“An’ remember t’ make th’ description as full as ye kin,” added Jed. “Don’t leave out th’ bullet-hole. Every little helps. Ye didn’t happen t’ know any of ’em, did ye?”

“I recognized one of them,” answered Allan, in a low voice, “and I believe I know the others. They’re those convicts who got away from the penitentiary not long ago.”

“Th’ deuce they are!” cried Jed, slapping his thigh. “Oh, this is too easy—this is child’s play! Why, we’ve got ’em sure—every police-station in th’ State has got their photygrafts! Git that off jest as quick as ye kin, an’ then wait fer us here. We’ve got t’ come back this way, from th’ mine, an’ I’ll bring an extry hoss fer you.”

“All right,” agreed Allan, and Jed led his men away into the darkness.

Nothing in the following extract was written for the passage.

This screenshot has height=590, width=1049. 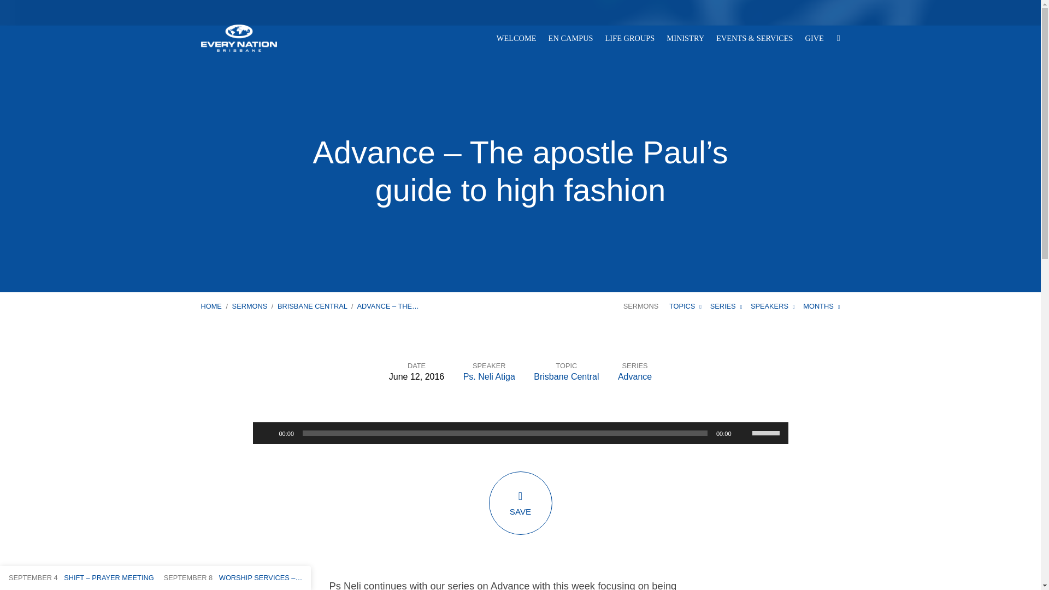 I want to click on HOME, so click(x=211, y=306).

A gasoline torch, hung to one of the telegraph-poles, flared and sputtered above the boy’s head, as he sat down on a rock beside the track to write the description required of him. At the top of the pole, silhouetted against the sky, he could see the linemen labouring to make the connection. The operator had already found an old box, placed it at the foot of the pole, and screwed his instrument down to it, ready to commence work. Indeed, he had gone farther than that, and attached to the inside of the box a hook for orders—for that box would no doubt represent the Coalville station for some days to come.

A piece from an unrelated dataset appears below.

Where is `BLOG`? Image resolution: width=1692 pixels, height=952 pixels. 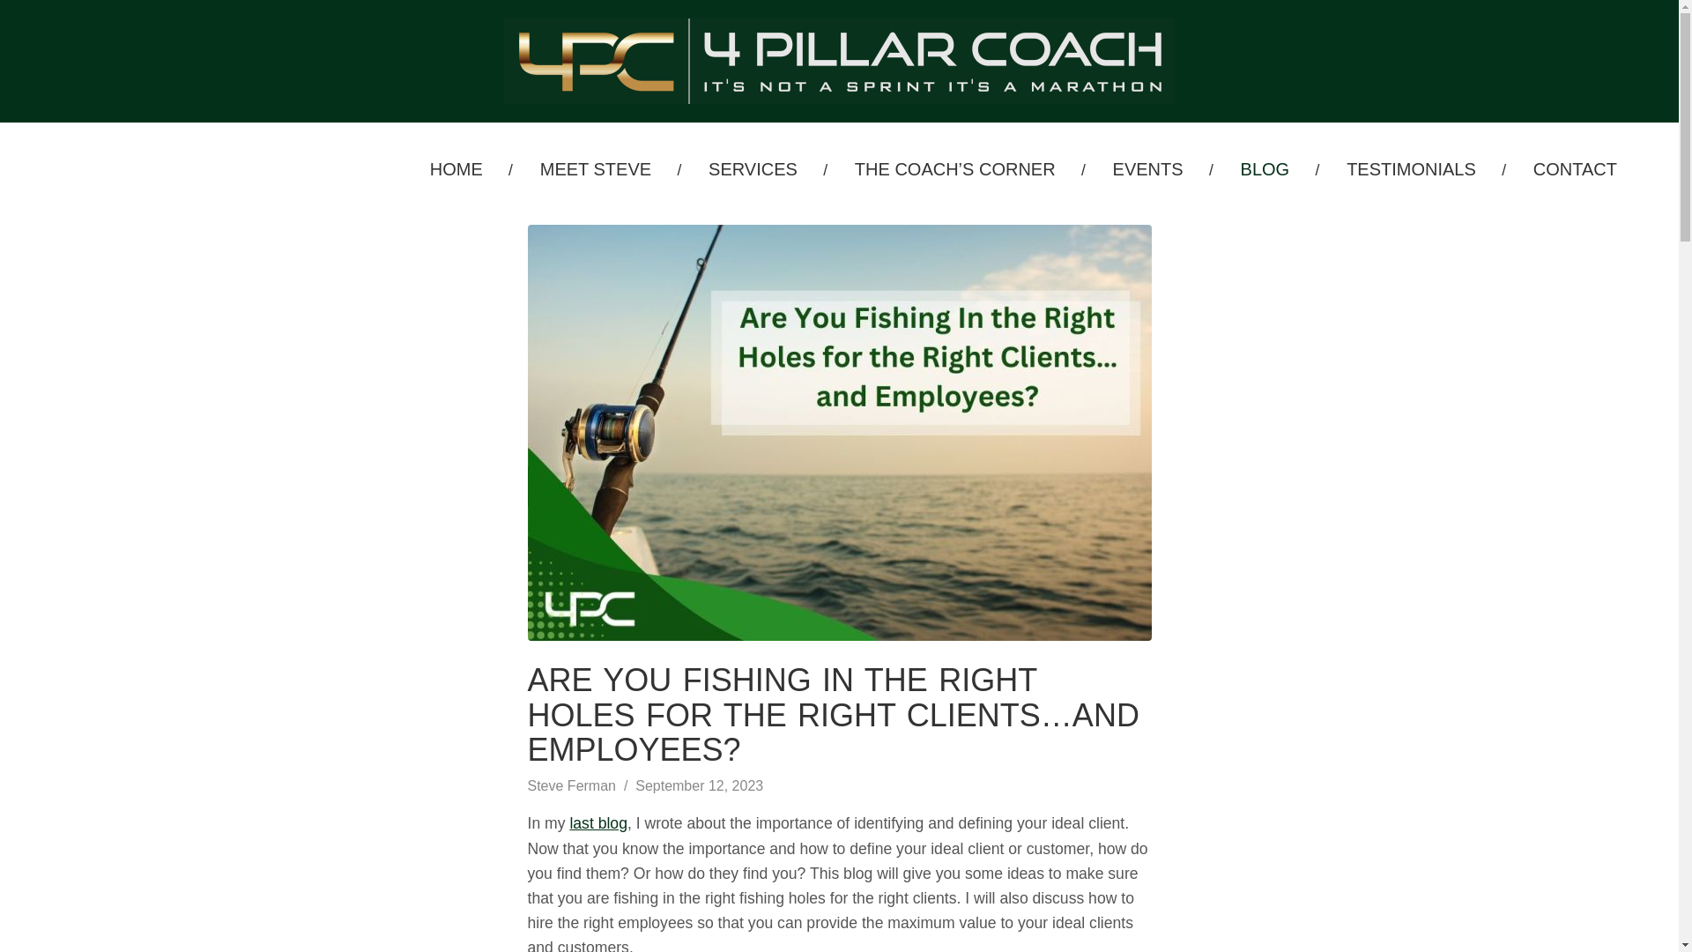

Allan got from him a sheet of paper, braced his back against the pole, and began to write, using his knee as a table; he described the men as accurately as he could; then, with compressed lips, he added that in company with the gang was Dan Nolan, a prisoner parolled from the Ohio penitentiary, and that from some words he had overheard, he believed the other men to be the convicts who had escaped from there about a week before. As Jed Hopkins had said, every police-station in the State already had photographs of these men, and it did not seem possible that they could escape the net which this description would draw around them.

Suddenly the instrument on the box began to chatter, and Allan knew the connection had been made. As he read over his description, his ears mechanically caught the first words spelled out on the instrument, and his eyes clouded with sudden tears, for the words were:

“Is West safe?”

“Yes,” the operator answered. “He’s right here writing a description of the robbers.”

“O. K. Let’s have it,” clicked the instrument, and Allan handed the description over.